Ditto’s Pro plan adds deeper monetization, faster support, and more release control for artists whose setup is growing beyond basic distribution.
That changes the buyer logic. You should not upgrade to Pro just because it sounds more serious. You should upgrade when one of these triggers becomes real: you manage a side project, want to collect more publishing income, want YouTube monetization and channel setup, need specific release timing, or want faster human help when the cost of mistakes is higher.
The support angle matters more than many artists admit. The pricing page says Pro includes priority support, and the Pro page expands that into “skip the queue,” chat with the team when needed, and 24/7 help. That is not a cosmetic add-on. It becomes valuable when your workflow is more commercial, more time-sensitive, or more revenue-linked.
The biggest upgrade trigger, though, is probably monetization breadth. Pro’s live page leans hard into publishing royalties, Content ID, and sync pitching, which means the plan is really for artists who are no longer satisfied with basic distribution alone.
If Starter is the solo route and Pro is the growth route, Labels is the operating route.
Ditto’s labels page says this plan is built for multiple artists, and the pricing page presents it as the route for 3+ artists. The support article about multiple artists adds a more specific rule of thumb: Label plans cover 5–40 artists depending on plan.

Ditto Labels is positioned as a route for managing multiple artists and building a more team-based music operation
The Labels page makes the difference clear. It highlights signing and releasing talent, managing and promoting a roster, automatic royalty splits, direct artist payouts, pre-save links for every release, lyrics and credits uploads, auto-release existing music to new platforms for free, analytics across platforms and demographics, and support that can skip the queue around the clock.

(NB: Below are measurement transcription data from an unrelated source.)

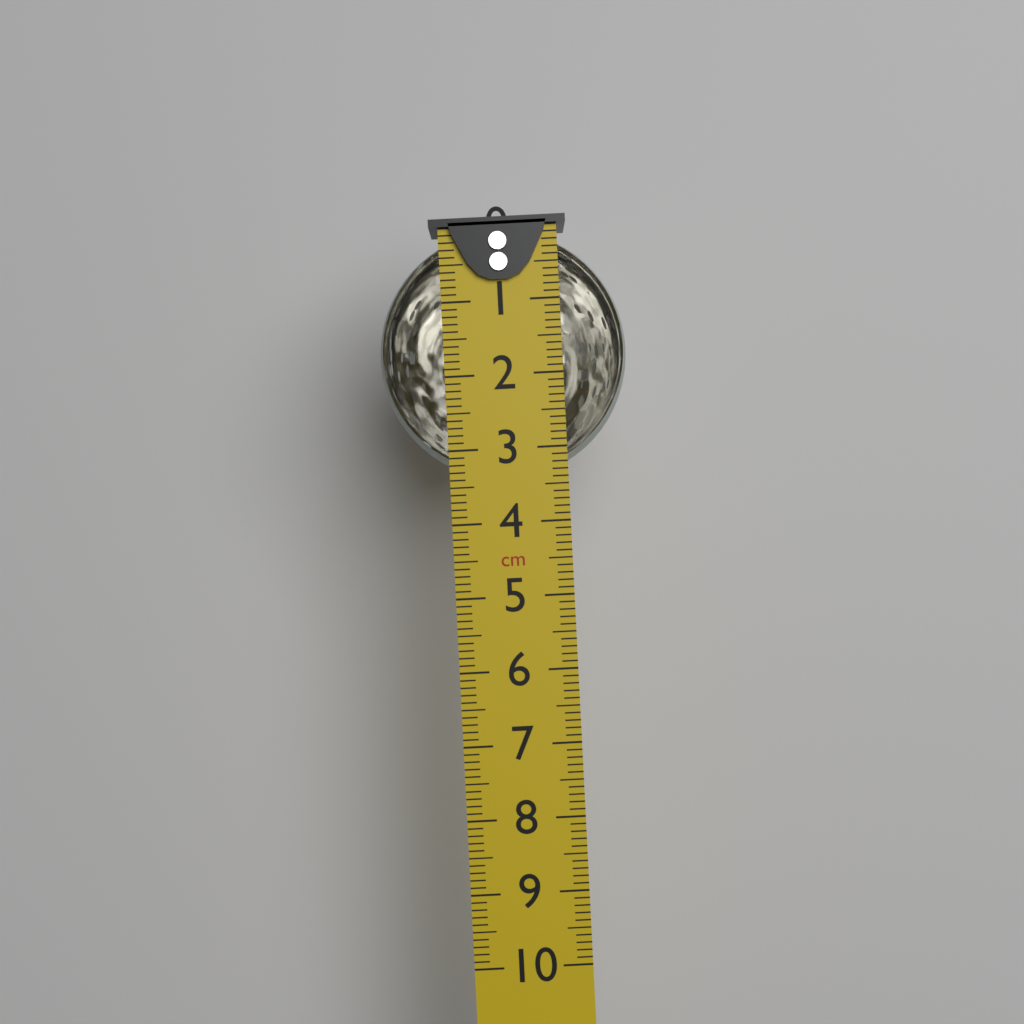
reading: 3.4 cm
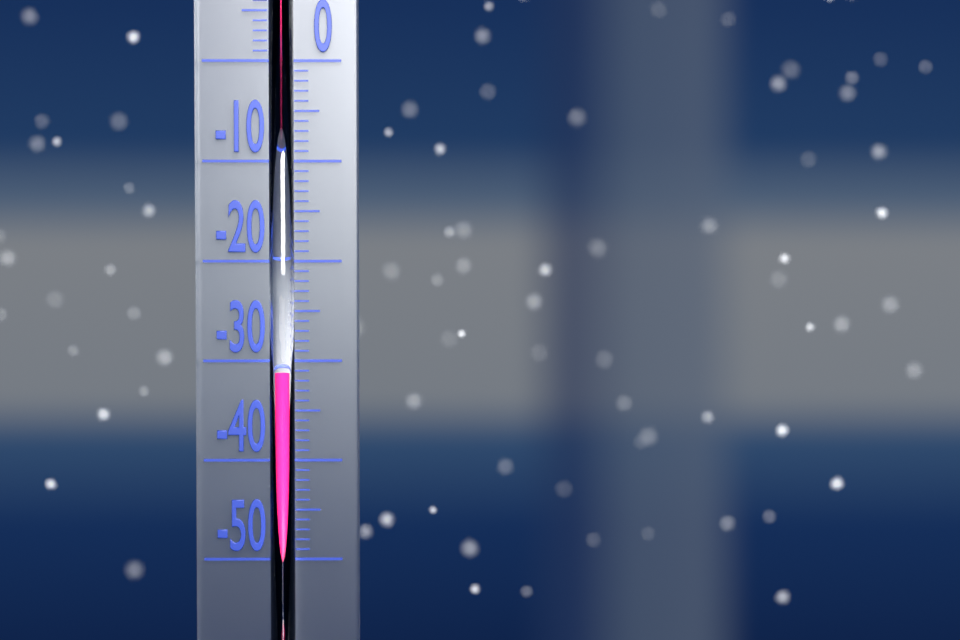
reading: -31 °C
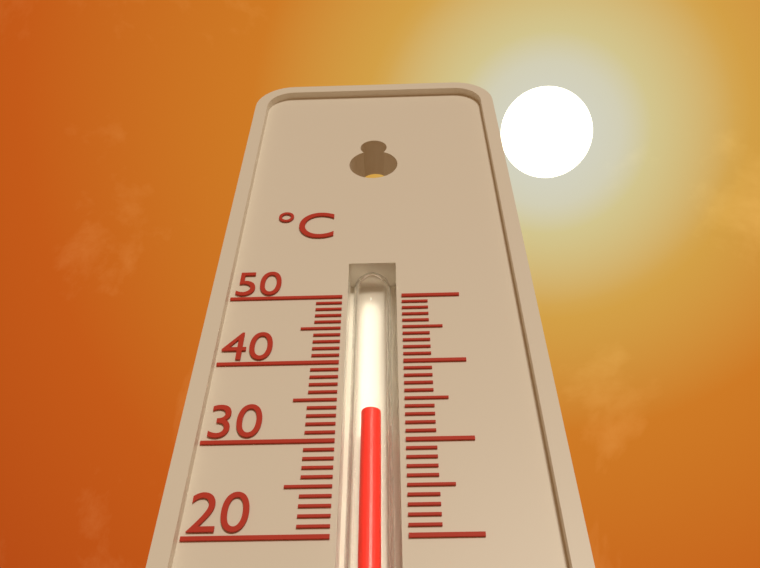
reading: 34 °C
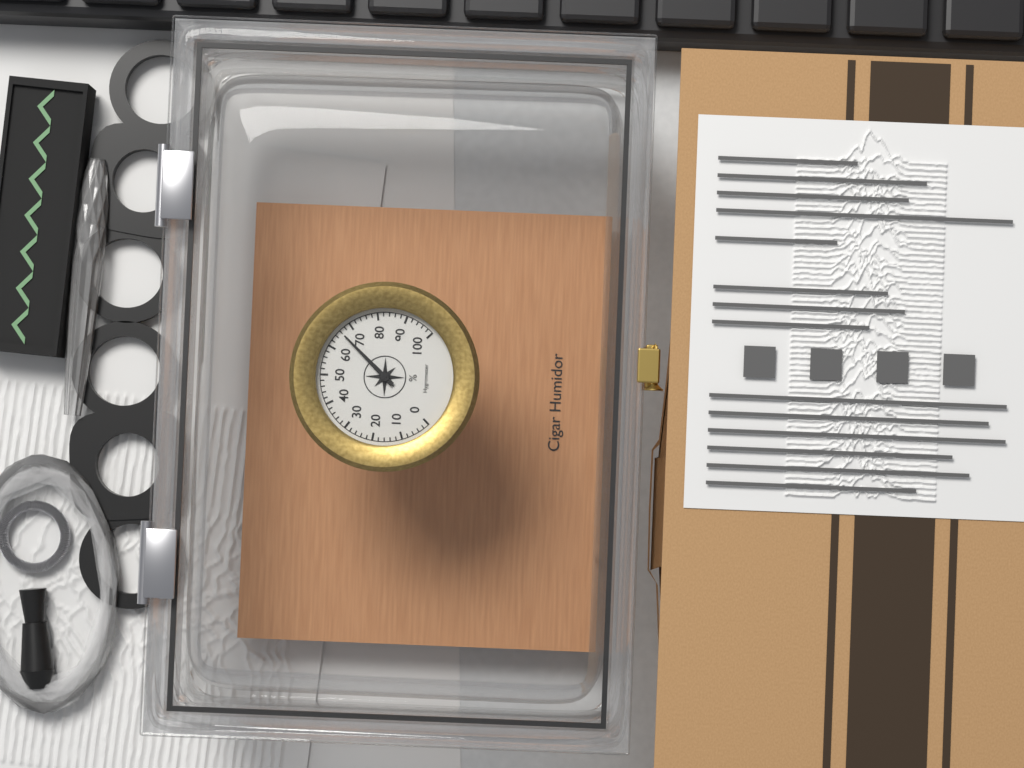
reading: 66 %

That means Labels is not just “Pro with more seats.” It is for people whose job now includes team coordination, roster management, and multi-artist release control. Once your account sounds more like “our catalog” than “my next release,” Labels starts to make a lot more sense.

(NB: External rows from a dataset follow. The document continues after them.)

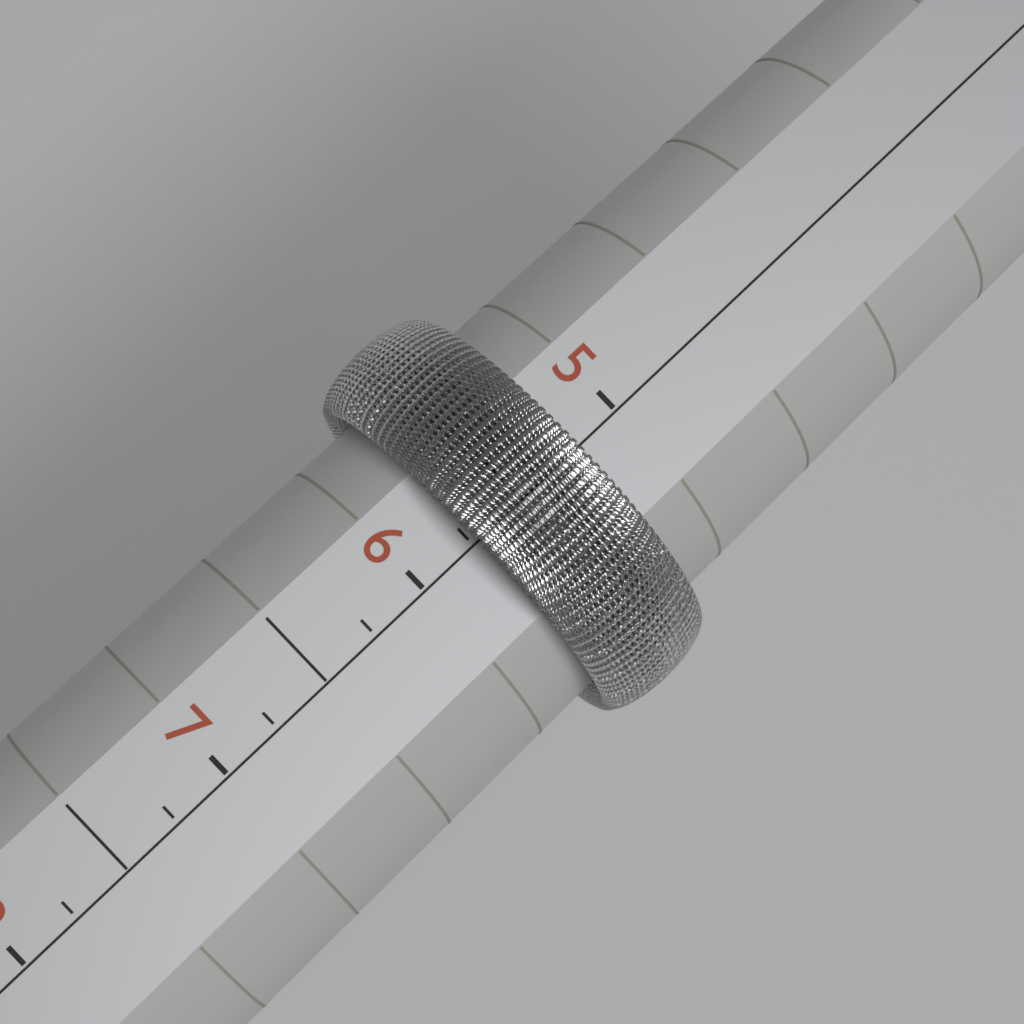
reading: 5.75 (no unit)
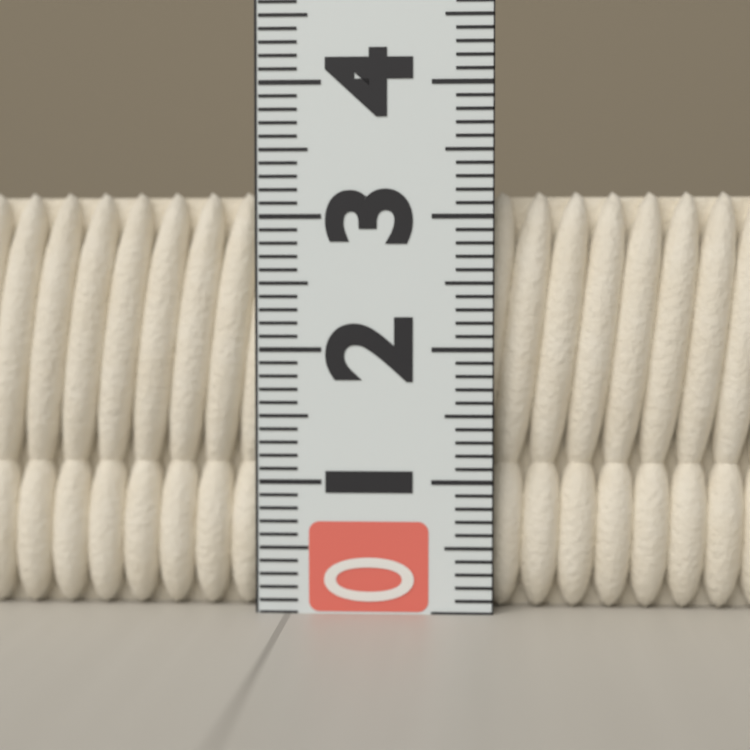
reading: 3.2 (no unit)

The easiest pricing mistake is treating cost as the whole decision.
Ditto’s live pages suggest the more useful trade-offs are how many artists you manage, how many revenue routes you need, and how much support speed matters. Starter covers one artist well. Pro becomes more relevant when you want deeper monetization and faster help. Labels becomes more relevant when multi-artist administration is part of the work itself.
Another useful way to frame it is this: do not buy the biggest plan because it feels safer. Buy the smallest plan that still solves the next real problem. For some people, that problem is just releasing music properly. For others, it is publishing royalties, Content ID, exact release timing, or faster human support. For teams, it is direct payouts, roster structure, and scalable artist management.

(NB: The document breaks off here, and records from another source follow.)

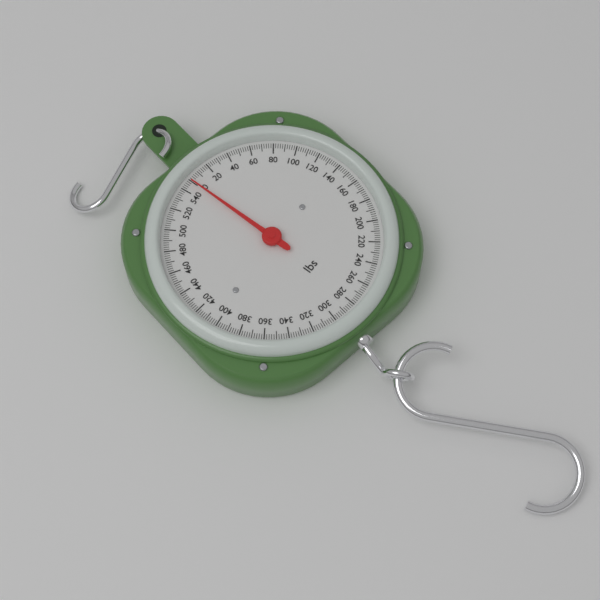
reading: 0 lbs
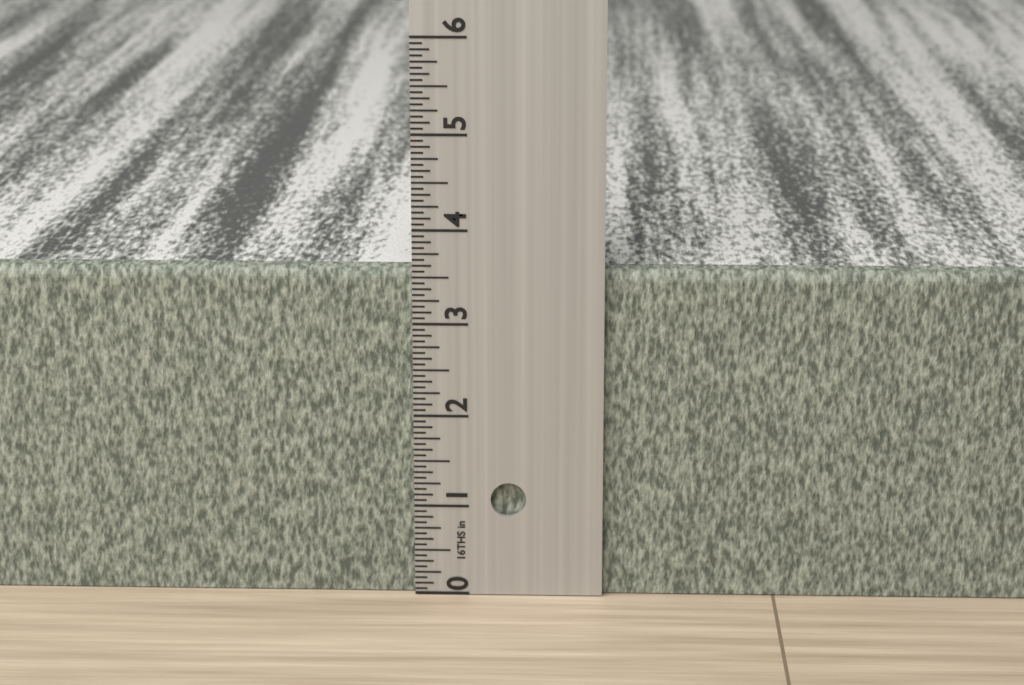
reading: 3.5625 in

That is what makes Ditto’s pricing structure more useful than a flat one-size-fits-all subscription. It is trying to match the plan to the stage of work.
Ditto’s three core routes make the final decision easier: Starter for solo artists, Pro for growing setups, and Labels for multi-artist operations.
If you are a solo artist with one active project, Starter is usually the right first move. It already includes unlimited releases, broad platform reach, split payments, analytics, fast payouts, and app access without pushing you into unnecessary complexity yet.
If you are a solo artist with a side project, or you now care about publishing royalties, Content ID, timed releases, and faster support, Pro is the clearer fit. It is the plan where Ditto starts behaving like a broader growth stack rather than just a distributor.
If you are a manager, team, or label-style operator, Labels is the more natural answer because the account model, payout logic, artist scaling, and support setup are built for multiple artists rather than one personal release cycle.
The best next step is to compare the three routes and start with the smallest plan that still covers your next 6–12 months. That reduces hesitation without paying too early for complexity you are not ready to use yet.